On Sun, Oct 31, 2004 at 04:14:52PM -0500, Tom Lane wrote:
> That line of argument leads directly to the conclusion that we shouldn't
> allow timezone-less input strings at all, since it's unlikely that
> anyone would code their app to append a timezone spec only during the
> two hours a year when it actually matters.  And wouldn't you rather have
> had the problem pointed out immediately on testing the app, rather than
> waiting till 1AM on a fall Sunday morning to find out it's broken?

The only issue is storing a timezone-less timestamp into a field that
is timestamp with timezone. Every other combination is easy to handle.
If you're doing this, isn't it an indication that your field is the
wrong type? It's just plain ambiguous no matter which way you put it.
Assuming UTC would be almost as valid.

We don't promote integers to other types of numbers, so maybe this
shouldn't be allowed either.

> For human users, there would be some value in acting this way, since
> it would serve to remind them of the issue only when it actually
> matters.  Comments anyone?

Except that means your program will work all the time except for one or
two hours per year where it breaks. Chances are your testing is not
going to trip it...

-- 
Martijn van Oosterhout   <[EMAIL PROTECTED]>   http://svana.org/kleptog/
> Patent. n. Genius is 5% inspiration and 95% perspiration. A patent is a
> tool for doing 5% of the work and then sitting around waiting for someone
> else to do the other 95% so you can sue them.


§ **EXERCISE OBJECTIVE**
Your job is to transcribe the material exactly, every line included.

§ **INPUT DATA**
◆ ◆ ◆ ◆ ◆ ◆ ◆
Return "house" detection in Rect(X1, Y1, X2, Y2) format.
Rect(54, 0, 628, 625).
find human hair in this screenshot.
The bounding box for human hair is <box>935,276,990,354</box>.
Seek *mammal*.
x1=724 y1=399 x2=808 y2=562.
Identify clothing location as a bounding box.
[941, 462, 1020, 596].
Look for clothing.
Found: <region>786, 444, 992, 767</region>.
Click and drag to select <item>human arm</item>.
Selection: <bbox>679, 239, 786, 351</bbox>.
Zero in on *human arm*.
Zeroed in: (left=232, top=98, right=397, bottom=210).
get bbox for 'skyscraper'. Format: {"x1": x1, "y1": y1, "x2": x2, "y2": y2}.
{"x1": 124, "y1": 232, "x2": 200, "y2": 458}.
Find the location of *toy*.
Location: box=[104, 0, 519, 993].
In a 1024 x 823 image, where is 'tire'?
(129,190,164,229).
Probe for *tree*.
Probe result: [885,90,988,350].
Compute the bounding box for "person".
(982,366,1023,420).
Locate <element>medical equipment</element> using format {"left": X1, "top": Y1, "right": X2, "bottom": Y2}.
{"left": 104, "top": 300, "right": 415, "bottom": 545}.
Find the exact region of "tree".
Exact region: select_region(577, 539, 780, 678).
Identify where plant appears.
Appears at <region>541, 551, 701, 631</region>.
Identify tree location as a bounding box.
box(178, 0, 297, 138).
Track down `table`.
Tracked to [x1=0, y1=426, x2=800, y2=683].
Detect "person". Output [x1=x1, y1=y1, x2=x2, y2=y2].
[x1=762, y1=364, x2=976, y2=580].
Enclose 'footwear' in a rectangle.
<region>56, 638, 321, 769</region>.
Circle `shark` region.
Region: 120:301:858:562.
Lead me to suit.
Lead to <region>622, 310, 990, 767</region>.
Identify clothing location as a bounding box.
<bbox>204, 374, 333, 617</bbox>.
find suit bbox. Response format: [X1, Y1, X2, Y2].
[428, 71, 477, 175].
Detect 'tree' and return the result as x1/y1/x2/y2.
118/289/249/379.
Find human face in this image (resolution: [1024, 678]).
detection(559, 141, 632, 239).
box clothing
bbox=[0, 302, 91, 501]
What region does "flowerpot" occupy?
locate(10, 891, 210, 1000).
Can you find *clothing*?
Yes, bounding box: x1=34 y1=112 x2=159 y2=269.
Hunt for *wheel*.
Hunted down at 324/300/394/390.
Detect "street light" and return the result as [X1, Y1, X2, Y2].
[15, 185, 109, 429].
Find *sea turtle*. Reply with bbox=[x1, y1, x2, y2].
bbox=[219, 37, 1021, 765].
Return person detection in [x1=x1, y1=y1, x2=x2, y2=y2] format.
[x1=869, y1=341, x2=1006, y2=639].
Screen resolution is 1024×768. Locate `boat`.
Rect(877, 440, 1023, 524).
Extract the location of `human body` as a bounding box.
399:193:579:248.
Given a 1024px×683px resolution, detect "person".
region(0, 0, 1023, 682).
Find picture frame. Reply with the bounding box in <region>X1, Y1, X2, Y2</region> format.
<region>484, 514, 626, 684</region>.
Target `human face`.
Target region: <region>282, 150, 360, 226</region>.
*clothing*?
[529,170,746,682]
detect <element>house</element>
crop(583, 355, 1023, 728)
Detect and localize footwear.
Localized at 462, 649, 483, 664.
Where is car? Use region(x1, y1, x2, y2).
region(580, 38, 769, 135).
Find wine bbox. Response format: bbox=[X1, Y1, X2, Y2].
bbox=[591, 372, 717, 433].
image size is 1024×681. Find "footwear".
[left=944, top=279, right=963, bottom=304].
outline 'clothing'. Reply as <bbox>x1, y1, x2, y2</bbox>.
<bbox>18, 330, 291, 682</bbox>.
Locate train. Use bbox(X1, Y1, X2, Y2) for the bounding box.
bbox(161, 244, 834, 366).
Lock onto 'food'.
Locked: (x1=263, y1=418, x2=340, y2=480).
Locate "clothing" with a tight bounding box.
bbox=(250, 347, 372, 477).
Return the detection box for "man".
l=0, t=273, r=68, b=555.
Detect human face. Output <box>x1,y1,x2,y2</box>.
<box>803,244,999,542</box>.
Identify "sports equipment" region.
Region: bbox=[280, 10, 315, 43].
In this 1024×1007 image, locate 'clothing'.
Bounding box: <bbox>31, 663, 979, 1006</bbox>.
◆ ◆ ◆ ◆ ◆ ◆ ◆
§ **EXERCISE RESULT**
Return "house" detection in Rect(X1, Y1, X2, Y2) format.
Rect(54, 0, 628, 625).
find human hair in this screenshot.
The bounding box for human hair is <box>935,276,990,354</box>.
Seek *mammal*.
x1=724 y1=399 x2=808 y2=562.
Identify clothing location as a bounding box.
[941, 462, 1020, 596].
Look for clothing.
Found: <region>786, 444, 992, 767</region>.
Click and drag to select <item>human arm</item>.
Selection: <bbox>679, 239, 786, 351</bbox>.
Zero in on *human arm*.
Zeroed in: (left=232, top=98, right=397, bottom=210).
get bbox for 'skyscraper'. Format: {"x1": x1, "y1": y1, "x2": x2, "y2": y2}.
{"x1": 124, "y1": 232, "x2": 200, "y2": 458}.
Find the location of *toy*.
Location: box=[104, 0, 519, 993].
In a 1024 x 823 image, where is 'tire'?
(129,190,164,229).
Probe for *tree*.
Probe result: [885,90,988,350].
Compute the bounding box for "person".
(982,366,1023,420).
Locate <element>medical equipment</element> using format {"left": X1, "top": Y1, "right": X2, "bottom": Y2}.
{"left": 104, "top": 300, "right": 415, "bottom": 545}.
Find the exact region of "tree".
Exact region: select_region(577, 539, 780, 678).
Identify where plant appears.
Appears at <region>541, 551, 701, 631</region>.
Identify tree location as a bounding box.
box(178, 0, 297, 138).
Track down `table`.
Tracked to [x1=0, y1=426, x2=800, y2=683].
Detect "person". Output [x1=x1, y1=y1, x2=x2, y2=y2].
[x1=762, y1=364, x2=976, y2=580].
Enclose 'footwear' in a rectangle.
<region>56, 638, 321, 769</region>.
Circle `shark` region.
Region: 120:301:858:562.
Lead me to suit.
Lead to <region>622, 310, 990, 767</region>.
Identify clothing location as a bounding box.
<bbox>204, 374, 333, 617</bbox>.
find suit bbox. Response format: [X1, Y1, X2, Y2].
[428, 71, 477, 175].
Detect 'tree' and return the result as x1/y1/x2/y2.
118/289/249/379.
Find human face in this image (resolution: [1024, 678]).
detection(559, 141, 632, 239).
box clothing
bbox=[0, 302, 91, 501]
What region does "flowerpot" occupy?
locate(10, 891, 210, 1000).
Can you find *clothing*?
Yes, bounding box: x1=34 y1=112 x2=159 y2=269.
Hunt for *wheel*.
Hunted down at 324/300/394/390.
Detect "street light" and return the result as [X1, Y1, X2, Y2].
[15, 185, 109, 429].
Find *sea turtle*. Reply with bbox=[x1, y1, x2, y2].
bbox=[219, 37, 1021, 765].
Return person detection in [x1=x1, y1=y1, x2=x2, y2=y2] format.
[x1=869, y1=341, x2=1006, y2=639].
Screen resolution is 1024×768. Locate `boat`.
Rect(877, 440, 1023, 524).
Extract the location of `human body` as a bounding box.
399:193:579:248.
Given a 1024px×683px resolution, detect "person".
region(0, 0, 1023, 682).
Find picture frame. Reply with the bounding box in <region>X1, Y1, X2, Y2</region> format.
<region>484, 514, 626, 684</region>.
Target `human face`.
Target region: <region>282, 150, 360, 226</region>.
*clothing*?
[529,170,746,682]
detect <element>house</element>
crop(583, 355, 1023, 728)
Detect and localize footwear.
Localized at 462, 649, 483, 664.
Where is car? Use region(x1, y1, x2, y2).
region(580, 38, 769, 135).
Find wine bbox. Response format: bbox=[X1, Y1, X2, Y2].
bbox=[591, 372, 717, 433].
image size is 1024×681. Find "footwear".
[left=944, top=279, right=963, bottom=304].
outline 'clothing'. Reply as <bbox>x1, y1, x2, y2</bbox>.
<bbox>18, 330, 291, 682</bbox>.
Locate train. Use bbox(X1, Y1, X2, Y2) for the bounding box.
bbox(161, 244, 834, 366).
Lock onto 'food'.
Locked: (x1=263, y1=418, x2=340, y2=480).
Locate "clothing" with a tight bounding box.
bbox=(250, 347, 372, 477).
Return the detection box for "man".
l=0, t=273, r=68, b=555.
Detect human face. Output <box>x1,y1,x2,y2</box>.
<box>803,244,999,542</box>.
Identify "sports equipment" region.
Region: bbox=[280, 10, 315, 43].
In this 1024×1007 image, locate 'clothing'.
Bounding box: <bbox>31, 663, 979, 1006</bbox>.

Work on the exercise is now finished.